Paper detail

Designing a symmetry protected molecular device

Realizing a quantum transistor built of molecules or quantum dots has been one of the most ambitious challenges in nanotechnology. Even though remarkable progress has been made, being able to gate and control nanometer scale objects, as well to interconnect them to achieve scalability remains extremely difficult. Most experiments concern a single quantum dot or molecule, and they are made at ultra low temperature to avoid decoherence and tunneling. We propose to use canonical transformations to design quantum devices that are protected by symmetry, and therefore, may be operational at high temperatures. We illustrate the idea with examples of quantum transistor architectures that can be connected both in series and parallel.

preprint2012arXivOpen access
0citations
0reviews
0saves
Nocode
Nodataset
0institutions

Next steps

Decide what to do with this paper

Use like or dislike for the fast social read. The more specific scholarly feedback stays available below when needed.

Log in to curate

Reading frame

Keep the important context close to the paper

Keep the important signals around this paper in one place: votes, save state, collection context, reviews and the metadata you need before deciding what to do next.

Institutions

Add specific reaction

Move through the context

Research map

Open full explorer

Move through nearby people, institutions, topics and adjacent work without leaving the paper page.

Building this graph slice

BZPEER is loading the nearby papers, people, topics and institutions for this page.

Structured reviews

0 review(s)

ContributeLeave structured feedbackUse the review template when you have a concrete strength, concern or method question.Open review form

No structured reviews yet. High-signal critique starts here.

Work discussion

0 comment(s)

DiscussAdd a high-signal commentKeep quick notes, caveats and replication pointers separate from formal reviews.Open comment form

No discussion yet. The first strong comment sets the tone.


ABOUT THIS EXERCISE
A word-for-word copy of the listing is what's needed; leave out every image.

ENTRIES SHOWN

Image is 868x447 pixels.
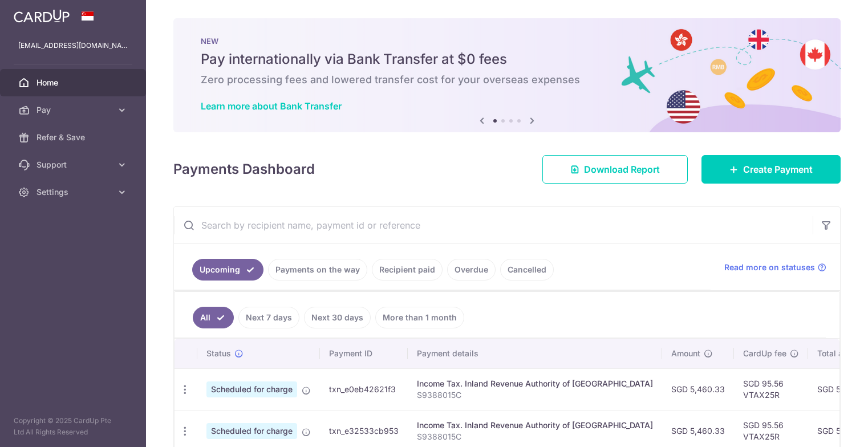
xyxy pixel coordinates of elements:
span: Home [36,77,112,88]
div: Income Tax. Inland Revenue Authority of [GEOGRAPHIC_DATA] [417,377,653,389]
span: Read more on statuses [724,262,815,273]
a: Recipient paid [372,259,443,281]
td: SGD 95.56 VTAX25R [734,368,808,410]
a: Download Report [542,155,688,183]
th: Payment details [408,338,662,368]
a: Upcoming [192,259,263,281]
span: Status [206,348,231,359]
p: [EMAIL_ADDRESS][DOMAIN_NAME] [18,40,127,51]
span: Settings [36,186,112,198]
p: NEW [201,36,813,45]
a: Cancelled [500,259,554,281]
img: CardUp [14,9,70,23]
a: Create Payment [702,155,841,183]
span: Refer & Save [36,132,112,143]
img: Bank transfer banner [174,18,841,132]
input: Search by recipient name, payment id or reference [174,207,813,244]
a: Next 30 days [304,307,371,328]
a: Payments on the way [268,259,367,281]
td: txn_e0eb42621f3 [320,368,408,410]
a: More than 1 month [375,307,464,328]
p: S9388015C [417,389,653,401]
h5: Pay internationally via Bank Transfer at $0 fees [201,50,813,68]
span: Pay [36,105,112,116]
h4: Payments Dashboard [174,159,315,179]
a: Read more on statuses [724,262,826,273]
span: Download Report [584,162,660,176]
a: Overdue [447,259,495,281]
span: Amount [671,348,700,359]
span: CardUp fee [743,348,786,359]
p: S9388015C [417,431,653,442]
span: Create Payment [743,162,813,176]
div: Income Tax. Inland Revenue Authority of [GEOGRAPHIC_DATA] [417,420,653,431]
span: Scheduled for charge [206,423,297,439]
td: SGD 5,460.33 [662,368,734,410]
span: Support [36,159,112,170]
h6: Zero processing fees and lowered transfer cost for your overseas expenses [201,73,813,86]
a: Learn more about Bank Transfer [201,100,341,112]
span: Total amt. [817,348,855,359]
span: Scheduled for charge [206,381,297,397]
a: All [192,307,234,328]
th: Payment ID [320,338,408,368]
a: Next 7 days [239,307,299,328]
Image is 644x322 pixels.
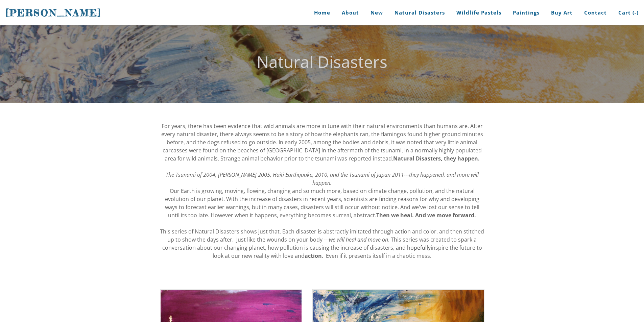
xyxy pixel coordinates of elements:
[6,7,102,19] span: [PERSON_NAME]
[160,228,484,252] span: This series of Natural Disasters shows just that. Each disaster is abstractly imitated through ac...
[377,211,476,219] strong: Then we heal. And we move forward.
[257,51,387,73] font: Natural Disasters
[162,122,483,162] span: For years, there has been evidence that wild animals are more in tune with their natural environm...
[160,122,484,260] div: , and hopefully
[634,9,637,16] span: -
[329,236,388,243] em: we will heal and move on
[304,252,322,259] strong: action
[393,155,480,162] strong: Natural Disasters, they happen.
[166,171,478,186] em: The Tsunami of 2004, [PERSON_NAME] 2005, Haiti Earthquake, 2010, and the Tsunami of Japan 2011---...
[6,7,102,19] a: [PERSON_NAME]
[165,187,479,219] span: Our Earth is growing, moving, flowing, changing and so much more, based on climate change, pollut...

SOLUTION FOR THIS TASK
Image is 868x447 pixels.
xyxy pixel coordinates of elements:
span: Home [36,77,112,88]
div: Income Tax. Inland Revenue Authority of [GEOGRAPHIC_DATA] [417,377,653,389]
span: Read more on statuses [724,262,815,273]
a: Recipient paid [372,259,443,281]
td: SGD 95.56 VTAX25R [734,368,808,410]
a: Download Report [542,155,688,183]
th: Payment details [408,338,662,368]
a: Upcoming [192,259,263,281]
span: Status [206,348,231,359]
p: [EMAIL_ADDRESS][DOMAIN_NAME] [18,40,127,51]
span: Settings [36,186,112,198]
p: NEW [201,36,813,45]
a: Cancelled [500,259,554,281]
img: CardUp [14,9,70,23]
a: Create Payment [702,155,841,183]
span: Refer & Save [36,132,112,143]
img: Bank transfer banner [174,18,841,132]
input: Search by recipient name, payment id or reference [174,207,813,244]
a: Next 30 days [304,307,371,328]
a: Payments on the way [268,259,367,281]
td: txn_e0eb42621f3 [320,368,408,410]
a: More than 1 month [375,307,464,328]
p: S9388015C [417,389,653,401]
h5: Pay internationally via Bank Transfer at $0 fees [201,50,813,68]
span: Pay [36,105,112,116]
h4: Payments Dashboard [174,159,315,179]
a: Read more on statuses [724,262,826,273]
span: Download Report [584,162,660,176]
a: Overdue [447,259,495,281]
span: Amount [671,348,700,359]
span: CardUp fee [743,348,786,359]
p: S9388015C [417,431,653,442]
span: Create Payment [743,162,813,176]
div: Income Tax. Inland Revenue Authority of [GEOGRAPHIC_DATA] [417,420,653,431]
span: Scheduled for charge [206,423,297,439]
td: SGD 5,460.33 [662,368,734,410]
span: Support [36,159,112,170]
h6: Zero processing fees and lowered transfer cost for your overseas expenses [201,73,813,86]
a: Learn more about Bank Transfer [201,100,341,112]
span: Total amt. [817,348,855,359]
span: Scheduled for charge [206,381,297,397]
a: All [192,307,234,328]
th: Payment ID [320,338,408,368]
a: Next 7 days [239,307,299,328]
Image is 644x322 pixels.
xyxy pixel coordinates of elements:
[6,7,102,19] span: [PERSON_NAME]
[160,228,484,252] span: This series of Natural Disasters shows just that. Each disaster is abstractly imitated through ac...
[377,211,476,219] strong: Then we heal. And we move forward.
[257,51,387,73] font: Natural Disasters
[162,122,483,162] span: For years, there has been evidence that wild animals are more in tune with their natural environm...
[160,122,484,260] div: , and hopefully
[634,9,637,16] span: -
[329,236,388,243] em: we will heal and move on
[304,252,322,259] strong: action
[393,155,480,162] strong: Natural Disasters, they happen.
[166,171,478,186] em: The Tsunami of 2004, [PERSON_NAME] 2005, Haiti Earthquake, 2010, and the Tsunami of Japan 2011---...
[6,7,102,19] a: [PERSON_NAME]
[165,187,479,219] span: Our Earth is growing, moving, flowing, changing and so much more, based on climate change, pollut...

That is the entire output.